Abstract:Digital personas powered by Large Language Models (LLMs) are increasingly proposed as substitutes for human survey respondents, yet it remains unclear when they can reliably approximate human survey findings. We answer this question using the LISS panel, constructing personas from respondents' background variables and pre-2023 survey histories, then testing them against the same respondents' held-out post-cutoff answers. Across four persona architectures, three LLMs, and two prediction tasks, we assess performance at the question, respondent, distributional, equity, and clustering levels. Digital personas improve alignment with human response distributions, especially in domains tied to stable attributes and values, but remain limited for individual prediction and fail to recover multivariate respondent structure. Retrieval-augmented architectures provide the clearest gains, but performance depends more on human response structure than on model choice: personas perform best for low-variability questions and common respondent patterns, and worst for subjective, heterogeneous, or rare responses. Our results provide practical guidance on when digital personas could be appropriate for survey research and when human validation remains necessary.
Abstract:Techniques for feedforward networks (FFNs) and convolutional networks (CNNs) are frequently reused across families, but the relationship between the underlying model classes is rarely made explicit. We introduce a unified node-level formalization with tensor-valued activations and show that generalized feedforward networks form a strict subset of generalized convolutional networks. Motivated by the mismatch in per-input parameterization between the two families, we propose model projection, a parameter-efficient transfer learning method for CNNs that freezes pretrained per-input-channel filters and learns a single scalar gate for each (output channel, input channel) contribution. Projection keeps all convolutional layers adaptable to downstream tasks while substantially reducing the number of trained parameters in convolutional layers. We prove that projected nodes take the generalized FFN form, enabling projected CNNs to inherit feedforward techniques that do not rely on homogeneous layer inputs. Experiments across multiple ImageNet-pretrained backbones and several downstream image classification datasets show that model projection is a strong transfer learning baseline under simple training recipes.
Abstract:Unsupervised text segmentation is crucial because boundary labels are expensive, subjective, and often fail to transfer across domains and granularity choices. We propose Embed-KCPD, a training-free method that represents sentences as embedding vectors and estimates boundaries by minimizing a penalized KCPD objective. Beyond the algorithmic instantiation, we develop, to our knowledge, the first dependence-aware theory for KCPD under $m$-dependent sequences, a finite-memory abstraction of short-range dependence common in language. We prove an oracle inequality for the population penalized risk and a localization guarantee showing that each true change point is recovered within a window that is small relative to segment length. To connect theory to practice, we introduce an LLM-based simulation framework that generates synthetic documents with controlled finite-memory dependence and known boundaries, validating the predicted scaling behavior. Across standard segmentation benchmarks, Embed-KCPD often outperforms strong unsupervised baselines. A case study on Taylor Swift's tweets illustrates that Embed-KCPD combines strong theoretical guarantees, simulated reliability, and practical effectiveness for text segmentation.




Abstract:Human cognition can spontaneously shift conversation topics, often triggered by emotional or contextual signals. In contrast, self-attention-based language models depend on structured statistical cues from input tokens for next-token prediction, lacking this spontaneity. Motivated by this distinction, we investigate the factors that influence the next-token prediction to change the topic of the input sequence. We define concepts of topic continuity, ambiguous sequences, and change of topic, based on defining a topic as a set of token priority graphs (TPGs). Using a simplified single-layer self-attention architecture, we derive analytical characterizations of topic changes. Specifically, we demonstrate that (1) the model maintains the priority order of tokens related to the input topic, (2) a topic change occurs only if lower-priority tokens outnumber all higher-priority tokens of the input topic, and (3) unlike human cognition, longer context lengths and overlapping topics reduce the likelihood of spontaneous redirection. These insights highlight differences between human cognition and self-attention-based models in navigating topic changes and underscore the challenges in designing conversational AI capable of handling "spontaneous" conversations more naturally. To our knowledge, this is the first work to address these questions in such close relation to human conversation and thought.




Abstract:To estimate a sparse linear model from data with Gaussian noise, consilience from lasso and compressed sensing literatures is that thresholding estimators like lasso and the Dantzig selector have the ability in some situations to identify with high probability part of the significant covariates asymptotically, and are numerically tractable thanks to convexity. Yet, the selection of a threshold parameter $\lambda$ remains crucial in practice. To that aim we propose Quantile Universal Thresholding, a selection of $\lambda$ at the detection edge. We show with extensive simulations and real data that an excellent compromise between high true positive rate and low false discovery rate is achieved, leading also to good predictive risk.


# ASSIGNED TASK
Where does the string "Advanced" appear in the material? Copy each line that holds it.

# PROVIDED INFORMATION
◆ ◆ ◆ ◆

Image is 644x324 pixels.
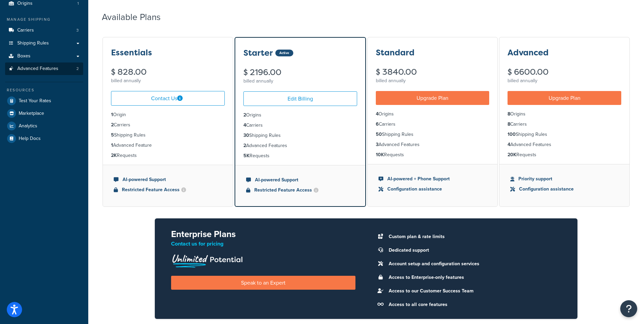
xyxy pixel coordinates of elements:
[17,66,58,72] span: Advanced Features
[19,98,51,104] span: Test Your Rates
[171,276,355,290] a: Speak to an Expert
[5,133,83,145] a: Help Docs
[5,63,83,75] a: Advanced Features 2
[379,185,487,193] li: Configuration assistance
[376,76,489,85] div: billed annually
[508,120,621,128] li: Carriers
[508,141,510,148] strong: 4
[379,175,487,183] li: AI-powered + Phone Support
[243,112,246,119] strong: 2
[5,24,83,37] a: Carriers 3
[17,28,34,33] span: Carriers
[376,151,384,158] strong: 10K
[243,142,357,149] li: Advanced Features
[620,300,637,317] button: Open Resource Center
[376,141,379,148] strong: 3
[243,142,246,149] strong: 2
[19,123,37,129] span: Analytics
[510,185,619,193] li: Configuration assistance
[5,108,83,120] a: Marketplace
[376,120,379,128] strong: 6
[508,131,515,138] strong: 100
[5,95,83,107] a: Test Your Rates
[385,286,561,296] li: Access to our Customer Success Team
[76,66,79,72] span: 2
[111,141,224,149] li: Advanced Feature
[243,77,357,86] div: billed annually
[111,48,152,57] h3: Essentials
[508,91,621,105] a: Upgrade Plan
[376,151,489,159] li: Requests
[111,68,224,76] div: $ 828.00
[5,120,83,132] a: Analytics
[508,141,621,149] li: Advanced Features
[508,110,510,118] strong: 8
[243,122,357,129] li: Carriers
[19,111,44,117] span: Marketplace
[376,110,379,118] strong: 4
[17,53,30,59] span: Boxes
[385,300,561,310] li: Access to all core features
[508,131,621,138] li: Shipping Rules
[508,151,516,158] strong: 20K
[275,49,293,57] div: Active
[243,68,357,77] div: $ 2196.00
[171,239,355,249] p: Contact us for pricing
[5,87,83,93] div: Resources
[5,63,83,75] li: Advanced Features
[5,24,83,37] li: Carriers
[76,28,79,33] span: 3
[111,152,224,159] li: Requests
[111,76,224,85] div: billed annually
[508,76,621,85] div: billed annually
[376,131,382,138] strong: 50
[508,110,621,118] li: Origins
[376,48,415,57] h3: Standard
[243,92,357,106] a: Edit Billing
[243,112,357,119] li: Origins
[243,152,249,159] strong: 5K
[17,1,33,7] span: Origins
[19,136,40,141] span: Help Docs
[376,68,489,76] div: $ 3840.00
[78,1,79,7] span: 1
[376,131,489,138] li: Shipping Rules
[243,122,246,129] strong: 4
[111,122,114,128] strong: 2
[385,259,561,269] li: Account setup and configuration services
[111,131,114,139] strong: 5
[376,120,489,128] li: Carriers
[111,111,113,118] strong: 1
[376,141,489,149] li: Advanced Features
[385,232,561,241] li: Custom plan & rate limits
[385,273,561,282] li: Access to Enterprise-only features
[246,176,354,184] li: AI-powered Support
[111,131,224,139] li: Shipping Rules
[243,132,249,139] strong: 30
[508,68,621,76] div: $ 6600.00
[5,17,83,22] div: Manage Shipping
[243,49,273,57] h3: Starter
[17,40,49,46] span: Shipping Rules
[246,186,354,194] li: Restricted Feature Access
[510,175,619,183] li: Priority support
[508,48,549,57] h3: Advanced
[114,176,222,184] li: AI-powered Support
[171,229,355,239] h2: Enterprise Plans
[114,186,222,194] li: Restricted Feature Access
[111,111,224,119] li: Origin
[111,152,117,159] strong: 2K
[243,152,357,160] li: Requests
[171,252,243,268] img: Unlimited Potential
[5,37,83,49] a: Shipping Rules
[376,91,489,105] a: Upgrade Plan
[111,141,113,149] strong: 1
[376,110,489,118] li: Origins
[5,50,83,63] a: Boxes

◆ ◆ ◆ ◆

# YOUR RESPONSE
[17,66,58,72] span: Advanced Features
[5,63,83,75] a: Advanced Features 2
[243,142,357,149] li: Advanced Features
[111,141,224,149] li: Advanced Feature
[508,141,621,149] li: Advanced Features
[5,63,83,75] li: Advanced Features
[376,141,489,149] li: Advanced Features
[508,48,549,57] h3: Advanced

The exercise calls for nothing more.